Checkers [note 1] (American English), also known as draughts (/ d r ɑː f t s, d r æ f t s /; British English), is a group of strategy board games for two players which involve forward movements of uniform game pieces and mandatory captures by jumping over opponent pieces.
These plots were first introduced in a 1970 paper by R. A. More O’Ferrall to discuss mechanisms of β-eliminations [2] and later adopted by W. P. Jencks in an attempt to clarify the finer details involved in the general acid-base catalysis of reversible addition reactions to carbon electrophiles such as the hydration of carbonyls.
The general rule is that all moves and captures are made diagonally. All references to squares refer to the dark squares only. The main differences from English draughts are: the size of the board (10×10), pieces can also capture backward (not only forward), the long-range moving and capturing capability of kings known as flying, and the requirement that the maximum number of men be captured ...
In chemistry, a reaction mechanism is the step by step sequence of elementary reactions by which overall chemical reaction occurs. [1]A chemical mechanism is a theoretical conjecture that tries to describe in detail what takes place at each stage of an overall chemical reaction.

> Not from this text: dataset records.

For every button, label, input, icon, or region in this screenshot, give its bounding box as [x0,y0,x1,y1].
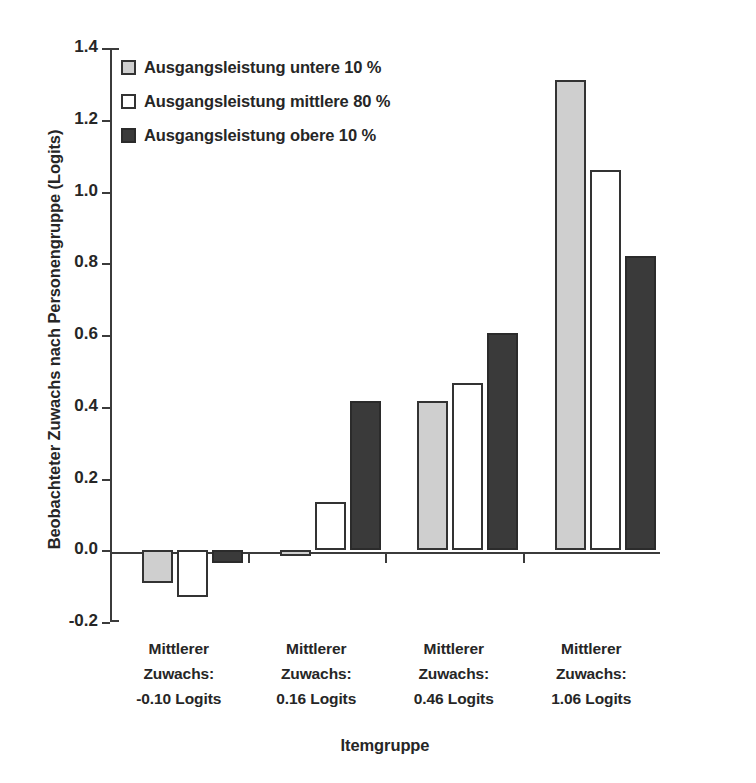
x-category-label-line: Zuwachs: [110,661,248,686]
x-category-label-line: 0.16 Logits [248,686,386,711]
x-category-label-1: MittlererZuwachs:-0.10 Logits [110,636,248,711]
x-group-divider-tick [385,554,387,563]
y-tick-mark [102,479,110,481]
y-tick-label: 0.8 [74,252,98,272]
x-category-label-line: 0.46 Logits [385,686,523,711]
bar-group4-series3 [625,256,656,550]
chart-legend: Ausgangsleistung untere 10 % Ausgangslei… [121,50,461,152]
y-tick-label: 1.4 [74,37,98,57]
bar-group1-series2 [177,550,208,597]
y-tick-mark [102,550,110,552]
x-group-divider-tick [248,554,250,563]
y-tick-label: 0.2 [74,468,98,488]
bar-group3-series3 [487,333,518,550]
x-category-label-line: Zuwachs: [385,661,523,686]
x-axis-category-labels: MittlererZuwachs:-0.10 LogitsMittlererZu… [110,636,660,712]
legend-item-mittlere-80: Ausgangsleistung mittlere 80 % [121,84,461,118]
bar-group3-series1 [417,401,448,550]
bar-group2-series3 [350,401,381,550]
y-tick-mark [102,120,110,122]
x-category-label-line: 1.06 Logits [523,686,661,711]
y-axis-top-cap [110,48,119,50]
x-category-label-3: MittlererZuwachs:0.46 Logits [385,636,523,711]
y-tick-label: 1.2 [74,109,98,129]
x-axis-title: Itemgruppe [110,736,660,755]
bar-group4-series1 [555,80,586,550]
legend-label-obere-10: Ausgangsleistung obere 10 % [144,126,376,145]
legend-item-untere-10: Ausgangsleistung untere 10 % [121,50,461,84]
x-category-label-line: Mittlerer [248,636,386,661]
figure-caption [0,774,756,783]
x-category-label-2: MittlererZuwachs:0.16 Logits [248,636,386,711]
y-tick-mark [102,622,110,624]
legend-swatch-icon-mittlere-80 [121,94,136,109]
y-tick-label: -0.2 [69,611,98,631]
bar-group1-series3 [212,550,243,563]
x-category-label-line: Zuwachs: [523,661,661,686]
y-axis-bottom-cap [110,620,119,622]
y-tick-mark [102,48,110,50]
y-tick-label: 0.4 [74,396,98,416]
x-category-label-line: Zuwachs: [248,661,386,686]
bar-chart-figure: Beobachteter Zuwachs nach Personengruppe… [0,0,756,783]
y-tick-mark [102,263,110,265]
x-category-label-line: -0.10 Logits [110,686,248,711]
legend-label-untere-10: Ausgangsleistung untere 10 % [144,58,381,77]
bar-group1-series1 [142,550,173,582]
legend-item-obere-10: Ausgangsleistung obere 10 % [121,118,461,152]
y-tick-label: 1.0 [74,181,98,201]
x-category-label-line: Mittlerer [385,636,523,661]
x-group-divider-tick [523,554,525,563]
bar-group2-series2 [315,502,346,550]
legend-swatch-icon-untere-10 [121,60,136,75]
legend-swatch-icon-obere-10 [121,128,136,143]
x-category-label-4: MittlererZuwachs:1.06 Logits [523,636,661,711]
y-axis-title: Beobachteter Zuwachs nach Personengruppe… [45,60,64,620]
x-category-label-line: Mittlerer [110,636,248,661]
y-tick-label: 0.0 [74,539,98,559]
y-tick-label: 0.6 [74,324,98,344]
legend-label-mittlere-80: Ausgangsleistung mittlere 80 % [144,92,390,111]
y-tick-mark [102,192,110,194]
y-tick-mark [102,335,110,337]
bar-group4-series2 [590,170,621,550]
x-category-label-line: Mittlerer [523,636,661,661]
y-axis-line [110,48,112,622]
bar-group3-series2 [452,383,483,550]
y-tick-mark [102,407,110,409]
bar-group2-series1 [280,550,311,555]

Arrow pushing or electron pushing is a technique used to describe the progression of organic chemistry reaction mechanisms. [1] It was first developed by Sir Robert Robinson.In using arrow pushing, "curved arrows" or "curly arrows" are drawn on the structural formulae of reactants in a chemical equation to show the reaction mechanism.
In a reaction coordinate, the transition state is the configuration at the maximum of the diagram while the activated complex can refer to any point near the maximum. Transition state theory (also known as activated complex theory) studies the kinetics of reactions that pass through a defined intermediate state with standard Gibbs energy of ...
Figure 6:Reaction Coordinate Diagrams showing reactions with 0, 1 and 2 intermediates: The double-headed arrow shows the first, second and third step in each reaction coordinate diagram. In all three of these reactions the first step is the slow step because the activation energy from the reactants to the transition state is the highest.